Travel rhythms
- Ivana Petersen
- 3 days ago
- 3 min read

Did you ever pause to think about time as something entirely non-linear, something foldable and fluid that shape-shifts depending on the reality we happen to be inhabiting? I have developed a quiet obsession with time and the impossible task of truly understanding it, not just in my logical mind, but as a physical sensation in my bones, often wondering if the realms of parallel universes and quantum physics hold secrets about time that make a mockery of our ticking clocks.
What I know for certain is that my own perception of time has profoundly fractured and changed, a shift I first noticed during a spring we took a three-month-long trip to Mauritius. That was the first time we truly stripped away our safety nets and slowed down to the heavy, unfamiliar pace of absolute stillness.
Stripped of chores, pressing deadlines, and well-worn rhythms, we had only ourselves and what felt like all the time in the world, but paradoxically, that time became a long stretch of nothingness so deeply uncomfortable that it forced us to question everything about our existence up to that point. In the heart of that discomfort, life suddenly transformed into a tangible, deeply textured feeling where we tasted every possibility of what our days could, should, and ought to be. We stopped moving and simply observed; we felt deeply, we asked unanswerable questions, and we realized the most precious gift we had been handed was simply the time to be.
Time there felt endless, stretched far beyond its natural edges until it threatened to snap, only to suddenly speed up and compress into a fragment of a second, leaving me experiencing a wholly new dimension and wondering if this was the wisdom of growing older or just the humbling realization of how little we actually comprehend. Since then, my perception of time has been constantly accelerating; I want desperately to hold onto the illusion that I am as young as I was yesterday, but watching my children rapidly grow and evolve violently confronts me with the undeniable, unstoppable passage of days.
Then there is the strange elasticity of time in this traveling world, where the phenomenon of "slow travel" exists on a deeply personal spectrum—for some it means staying five days, for others a month, but for us, true slowness requires a much longer surrender. Traveling and moving with the Traveling Village for the second time in two years feels incredibly fast to my nervous system, operating on a rhythm of five weeks in one place followed by ten days of transition.
A couple of days ago, I realized with a sudden exhale of relief that I had finally found a rhythm of being right here in Hualien, and that I deeply loved it. It took me exactly three and a half weeks to carve out that well-known, everyday rhythm of living amidst the chaos—balancing sleep, the sudden jarring shake of earthquakes, workouts, grocery runs, the endless needs of my kids, community gatherings, precious alone time, laundry, and my anchoring yoga practice. There is an exhausting amount of life to figure out every single time we pack up our bags, and now, with only two weeks left here, I am staring down the barrel of another transition: a new country, a new space to learn, new ways to share and explore.
I despise transitions; they force time to speed up recklessly, leaving me breathless, unmoored, and stressed. I crave slowness even when that vacuum of empty time makes my head spin, because what I truly love is the art of figuring out the everyday, ordinary ways of simply existing in a new space. I don't need much, and it is that very little that I cherish the most.
We are constantly living out a brutal dichotomy: the act of traveling inherently speeds everything up, yet the only thing our souls are truly begging for is slowness. I am held captive in this tension, unable to envision any other way to live, so when people ask if we plan to stop traveling one day and finally plant roots at a single base, my outward answer is "I don't know," but deep in my marrow, I know that right now, I absolutely do not want to stop. I want the slow, deliberate pace of a quiet life, but I reject the stagnation of complete stillness.
As Albert Einstein once noted about the very nature of the universe, "The distinction between past, present, and future is only a stubbornly persistent illusion," a thought that perfectly mirrors my own questions about this journey.
So the ultimate question remains: how do I forge a sustainable balance of being, moving through the world while somehow coaxing time to walk gently beside me, rather than constantly racing against me?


- EXERCISE GOAL -
All lines of the material below that include the string "SYSTEM" are to be copied.

- RECORD EXCERPTS -
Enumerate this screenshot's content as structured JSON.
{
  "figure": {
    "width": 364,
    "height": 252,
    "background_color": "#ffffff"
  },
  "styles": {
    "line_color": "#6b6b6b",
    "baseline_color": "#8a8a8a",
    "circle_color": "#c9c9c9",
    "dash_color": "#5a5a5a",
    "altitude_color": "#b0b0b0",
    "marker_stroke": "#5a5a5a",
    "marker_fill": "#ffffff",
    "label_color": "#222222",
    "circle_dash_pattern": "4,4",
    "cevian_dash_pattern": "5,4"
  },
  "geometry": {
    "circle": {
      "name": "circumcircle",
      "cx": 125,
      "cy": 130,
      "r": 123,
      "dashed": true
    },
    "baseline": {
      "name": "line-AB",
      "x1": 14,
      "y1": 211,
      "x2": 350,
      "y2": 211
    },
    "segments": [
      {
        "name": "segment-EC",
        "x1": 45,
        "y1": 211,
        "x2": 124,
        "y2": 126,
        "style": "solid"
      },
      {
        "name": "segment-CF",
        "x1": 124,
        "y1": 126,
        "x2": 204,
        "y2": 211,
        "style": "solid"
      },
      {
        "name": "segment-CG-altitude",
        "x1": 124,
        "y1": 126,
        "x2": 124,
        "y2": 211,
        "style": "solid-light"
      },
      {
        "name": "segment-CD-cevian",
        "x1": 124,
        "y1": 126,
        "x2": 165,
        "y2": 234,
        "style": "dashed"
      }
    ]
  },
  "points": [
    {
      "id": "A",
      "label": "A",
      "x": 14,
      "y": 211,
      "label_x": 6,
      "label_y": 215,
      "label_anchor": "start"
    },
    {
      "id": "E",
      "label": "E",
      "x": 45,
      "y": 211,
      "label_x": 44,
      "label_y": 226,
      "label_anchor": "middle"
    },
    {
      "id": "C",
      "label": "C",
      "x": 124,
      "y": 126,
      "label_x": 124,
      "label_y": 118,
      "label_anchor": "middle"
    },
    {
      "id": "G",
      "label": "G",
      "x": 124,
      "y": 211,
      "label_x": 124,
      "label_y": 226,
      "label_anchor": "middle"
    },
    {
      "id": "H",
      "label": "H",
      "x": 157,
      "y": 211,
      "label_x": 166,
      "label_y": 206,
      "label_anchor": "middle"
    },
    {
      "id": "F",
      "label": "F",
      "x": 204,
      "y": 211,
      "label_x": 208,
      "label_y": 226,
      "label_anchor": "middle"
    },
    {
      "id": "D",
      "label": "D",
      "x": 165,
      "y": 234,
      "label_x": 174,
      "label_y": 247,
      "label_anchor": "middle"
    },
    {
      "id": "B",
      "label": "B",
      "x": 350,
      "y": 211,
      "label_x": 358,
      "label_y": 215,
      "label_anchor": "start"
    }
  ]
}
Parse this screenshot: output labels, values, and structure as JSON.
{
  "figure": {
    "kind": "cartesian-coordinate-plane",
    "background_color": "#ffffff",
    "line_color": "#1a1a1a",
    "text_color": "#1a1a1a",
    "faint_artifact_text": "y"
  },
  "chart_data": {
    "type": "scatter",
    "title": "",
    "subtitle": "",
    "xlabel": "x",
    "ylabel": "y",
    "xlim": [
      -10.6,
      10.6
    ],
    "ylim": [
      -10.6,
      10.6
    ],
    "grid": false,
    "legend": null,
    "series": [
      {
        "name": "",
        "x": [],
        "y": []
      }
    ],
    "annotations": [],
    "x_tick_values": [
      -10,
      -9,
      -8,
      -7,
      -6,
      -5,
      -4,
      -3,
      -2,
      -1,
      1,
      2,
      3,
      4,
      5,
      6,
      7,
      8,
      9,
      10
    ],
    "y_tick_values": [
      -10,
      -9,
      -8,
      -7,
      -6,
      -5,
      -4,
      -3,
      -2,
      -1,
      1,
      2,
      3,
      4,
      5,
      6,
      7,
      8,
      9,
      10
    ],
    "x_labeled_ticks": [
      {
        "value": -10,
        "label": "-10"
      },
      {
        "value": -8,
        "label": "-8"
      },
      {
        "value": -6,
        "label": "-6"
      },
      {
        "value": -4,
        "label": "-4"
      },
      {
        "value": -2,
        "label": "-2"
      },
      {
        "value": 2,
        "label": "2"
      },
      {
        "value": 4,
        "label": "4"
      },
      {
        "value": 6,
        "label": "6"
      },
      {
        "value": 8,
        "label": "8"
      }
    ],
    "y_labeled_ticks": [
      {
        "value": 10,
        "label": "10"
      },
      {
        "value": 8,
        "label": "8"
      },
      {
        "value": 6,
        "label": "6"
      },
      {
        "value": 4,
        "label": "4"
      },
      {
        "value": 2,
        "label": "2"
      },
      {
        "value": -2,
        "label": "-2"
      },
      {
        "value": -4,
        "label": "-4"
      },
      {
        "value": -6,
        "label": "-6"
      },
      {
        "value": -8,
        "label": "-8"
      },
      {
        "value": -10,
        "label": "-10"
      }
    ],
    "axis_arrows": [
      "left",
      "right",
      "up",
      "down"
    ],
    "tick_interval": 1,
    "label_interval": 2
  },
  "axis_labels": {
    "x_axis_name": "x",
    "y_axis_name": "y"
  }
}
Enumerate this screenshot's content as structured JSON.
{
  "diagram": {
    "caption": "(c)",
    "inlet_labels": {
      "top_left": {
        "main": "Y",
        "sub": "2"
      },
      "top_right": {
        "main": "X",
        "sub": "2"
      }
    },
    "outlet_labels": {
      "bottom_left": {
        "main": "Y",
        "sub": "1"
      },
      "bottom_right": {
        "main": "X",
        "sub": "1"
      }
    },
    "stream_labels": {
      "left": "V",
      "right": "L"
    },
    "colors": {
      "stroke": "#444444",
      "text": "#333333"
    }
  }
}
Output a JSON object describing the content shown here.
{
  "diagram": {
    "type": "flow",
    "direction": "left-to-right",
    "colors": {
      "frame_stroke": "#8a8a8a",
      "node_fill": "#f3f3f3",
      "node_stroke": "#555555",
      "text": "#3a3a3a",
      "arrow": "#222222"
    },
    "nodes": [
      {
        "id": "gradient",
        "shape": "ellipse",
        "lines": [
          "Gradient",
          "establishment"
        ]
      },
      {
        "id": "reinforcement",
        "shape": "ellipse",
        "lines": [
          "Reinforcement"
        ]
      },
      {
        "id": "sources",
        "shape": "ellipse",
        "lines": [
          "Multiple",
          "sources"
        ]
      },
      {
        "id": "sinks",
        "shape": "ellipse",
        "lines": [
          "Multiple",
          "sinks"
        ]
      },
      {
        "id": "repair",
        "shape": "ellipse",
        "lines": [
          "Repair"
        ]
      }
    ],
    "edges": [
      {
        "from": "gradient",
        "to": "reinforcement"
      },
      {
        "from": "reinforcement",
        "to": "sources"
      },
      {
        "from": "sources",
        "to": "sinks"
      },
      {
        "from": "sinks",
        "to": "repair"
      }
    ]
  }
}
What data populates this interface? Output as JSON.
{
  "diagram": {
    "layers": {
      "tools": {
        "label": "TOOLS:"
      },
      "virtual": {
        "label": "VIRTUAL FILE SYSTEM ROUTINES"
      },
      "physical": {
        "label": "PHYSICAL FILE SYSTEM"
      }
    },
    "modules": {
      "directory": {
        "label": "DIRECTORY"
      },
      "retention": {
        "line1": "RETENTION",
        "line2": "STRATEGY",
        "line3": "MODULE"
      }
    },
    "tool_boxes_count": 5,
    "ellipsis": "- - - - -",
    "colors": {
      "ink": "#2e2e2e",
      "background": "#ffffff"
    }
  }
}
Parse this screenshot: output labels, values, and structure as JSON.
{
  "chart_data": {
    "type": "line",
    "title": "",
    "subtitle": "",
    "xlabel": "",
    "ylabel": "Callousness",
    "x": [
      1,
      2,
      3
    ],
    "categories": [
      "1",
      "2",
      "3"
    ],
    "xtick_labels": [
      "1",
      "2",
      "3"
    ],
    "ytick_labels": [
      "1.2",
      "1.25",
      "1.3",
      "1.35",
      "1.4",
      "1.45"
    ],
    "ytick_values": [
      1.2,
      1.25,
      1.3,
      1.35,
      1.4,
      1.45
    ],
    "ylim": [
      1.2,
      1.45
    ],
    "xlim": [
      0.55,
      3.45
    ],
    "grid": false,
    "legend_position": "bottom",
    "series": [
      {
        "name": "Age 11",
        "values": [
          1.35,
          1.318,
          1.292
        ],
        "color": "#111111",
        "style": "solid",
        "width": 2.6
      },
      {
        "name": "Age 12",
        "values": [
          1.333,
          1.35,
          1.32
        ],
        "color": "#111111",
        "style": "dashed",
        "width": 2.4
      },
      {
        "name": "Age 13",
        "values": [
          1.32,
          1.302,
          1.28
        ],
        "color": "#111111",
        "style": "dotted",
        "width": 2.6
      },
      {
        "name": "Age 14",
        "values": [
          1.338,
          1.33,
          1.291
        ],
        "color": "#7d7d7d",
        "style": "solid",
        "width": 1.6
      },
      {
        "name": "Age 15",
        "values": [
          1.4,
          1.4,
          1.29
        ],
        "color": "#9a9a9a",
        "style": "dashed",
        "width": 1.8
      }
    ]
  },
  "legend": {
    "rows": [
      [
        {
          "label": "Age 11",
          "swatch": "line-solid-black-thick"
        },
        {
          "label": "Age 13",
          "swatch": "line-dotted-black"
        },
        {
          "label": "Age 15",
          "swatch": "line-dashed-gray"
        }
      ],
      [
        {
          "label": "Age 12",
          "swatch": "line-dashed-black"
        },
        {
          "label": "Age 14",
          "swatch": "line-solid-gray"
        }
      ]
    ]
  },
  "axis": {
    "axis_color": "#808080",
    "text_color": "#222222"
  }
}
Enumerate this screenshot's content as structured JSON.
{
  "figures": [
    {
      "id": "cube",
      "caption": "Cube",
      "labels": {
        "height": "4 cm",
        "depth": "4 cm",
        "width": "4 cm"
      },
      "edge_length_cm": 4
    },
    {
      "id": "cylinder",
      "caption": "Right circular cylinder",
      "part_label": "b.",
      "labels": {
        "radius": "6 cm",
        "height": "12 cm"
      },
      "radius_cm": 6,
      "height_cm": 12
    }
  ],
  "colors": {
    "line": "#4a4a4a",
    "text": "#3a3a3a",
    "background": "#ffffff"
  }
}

- RESPONSE AREA -
        "label": "VIRTUAL FILE SYSTEM ROUTINES"
        "label": "PHYSICAL FILE SYSTEM"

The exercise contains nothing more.